Castro played a major role in bringing the world to the very edge of nuclear devastation, thereby risking hundreds of millions. His narrative, including the one supported by many here and elsewhere, rarely mentions those killed and so many lives put at risk.

On the evening of October 22, 1962, President John Kennedy explained the discovery of missiles and the intent of his administration to thwart the Soviet threat, it immediately sank in that this was very serious business. Over the next couple days, Americans heard more about the Monroe Doctrine, which had been discussed just 18 months earlier after the Bay of Pigs fiasco.

Less than a week after Kennedy’s speech, the crisis ended when Premier Nikita Khrushchev backed down after getting a face-saving concession about missile deployment in Turkey.

Eleven months later President Kennedy would be dead, and Khrushchev died less than nine years after the crisis.

When the Cuban Missile Crisis ended, some Americans thought Castro’s days were numbered. But, when the Soviet Union ended in 1991, Castro was still around and kept going in spite of losing his chief protector.

No one expected that Fidel Castro’s regime would still be around near the end of 2016, and that Castro would die in retirement.


The Cuban people deserve real freedom after sixty years and more chasing a mockery of it. But Mr. Obama committed an injustice to all those dead, and the far greater number whose patrimony was taken from them, when he made peace while the Castro brothers still lived.

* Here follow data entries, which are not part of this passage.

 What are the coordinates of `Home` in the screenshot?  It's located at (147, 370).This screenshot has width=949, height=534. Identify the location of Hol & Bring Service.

I can’t wish that Fidel Castro rest in peace. If death contains any justice whatsoever, Castro now inhabits Dante’s Eighth Circle (Subcircles 7-10) of Hell, wherein are condemned the Evil Counselors, people who used their power and their intellect for evil. He is there with Hitler, Stalin, Mao Zedong, Saddam Hussein and so many other mass murders, each consumed by a flickering flame for all eternity.

News of Fidel Castro's death was quick to reach Miami the center of the Cuban exile community, where an outpouring of emotion brought jubilant crowds onto the streets of Little Havana.

Dan Butcher

Dan Butcher is the editor and publisher of High Plains Pundit. Dan is also the host of the popular High Plains Pundit Podcast.